John is a chemistry inventor who works to design and create commercial technologies inspired by nature consistent with the principles of green chemistry. With over 300 patents, he has invented solutions for dozens of multinational corporations. His inventions have also served as the basis for several new companies. Examples include: Collaborative Medicinal Development (ALS therapy), Hairprint (hair color restoration), Collaborative Aggregates (asphalt warm mix rejuvenators), Ambient Photonics (lowlight indoor photovoltaic devices for IoT and BIPV).
He is one of the cofounders of the field of green chemistry, coauthoring the defining text “Green Chemistry: Theory and Practice” and articulating the 12 principles of green chemistry with Paul Anastas. John has over 100 publications providing foundational work in the fields of noncovalent derivatization, polymer photochemistry, metal oxide semiconductors and synthetic organic chemistry. John has received prestigious awards as an academic (Presidential Award for Excellence in Science Mentoring – President G. W. Bush & NSF, 2004) and the August Wilhelm von Hofmann Medal from the German Chemical Society, 2022), industrial chemist (Perkin Medal – Society of Chemical Industry, 2014), inventor (Lemelson Ambassadorship – Lemelson Foundation & AAAS) and for governmental chemicals policy (Reinventing Government National Performance Review – Vice President A. Gore & EPA, 1997). He received the American Institute of Chemistry’s Northeast Division’s Distinguished Chemist of the Year for 2002 and the Council of Science Society President’s 2008 Leadership award. Warner was named by ICI Services as one of the most influential people impacting the global chemical industries. In 2011 he was elected a Fellow of the American Chemical Society and named one of “25 Visionaries Changing the World” by Utne Reader. He serves as Distinguished Professor of Green Chemistry at Monash University in Australia and was named an Honorary Professor at the Technical University of Berlin. He served as the 2020 and 2021 Global Chair for the Center for Sustainable and Circular Technologies at the University of Bath. In 2017 the German Ministry of Economic Affairs and The Technical University of Berlin announced the naming of “The John Warner Center for Green Chemistry Start-Ups” in his honor. He serves as strategic advisor for the Science, Engineering and Health Committee of EPA Victoria in Australia.

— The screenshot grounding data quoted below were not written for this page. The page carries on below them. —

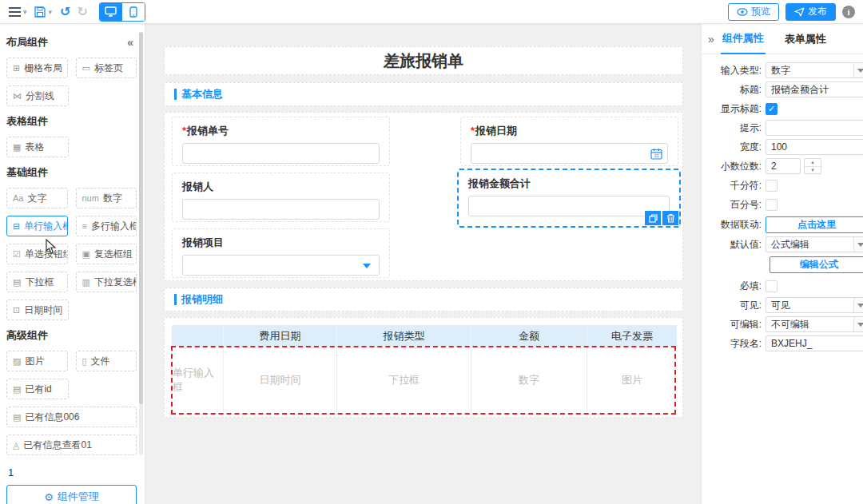 The height and width of the screenshot is (504, 863). What do you see at coordinates (66, 12) in the screenshot?
I see `undo-icon: ↺` at bounding box center [66, 12].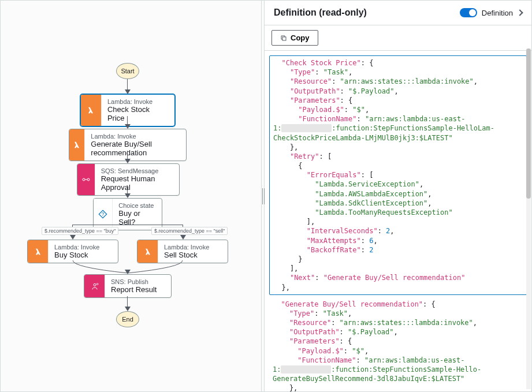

John received his BS in Chemistry from UMASS Boston, and his PhD in Chemistry from Princeton University. After working at the Polaroid Corporation for nearly a decade, he then served as tenured full professor at UMASS Boston and Lowell (Chemistry and Plastics Engineering). In 2007 he founded the Warner Babcock Institute for Green Chemistry, with Jim Babcock (a research organization developing green chemistry technologies), and Beyond Benign with Amy Cannon (a non-profit dedicated to sustainability and green chemistry education). John is constantly giving keynote talks and workshops on Green Chemistry, Innovation, The Circular Economy, and Biomimicry. He continues to advise several international organizations.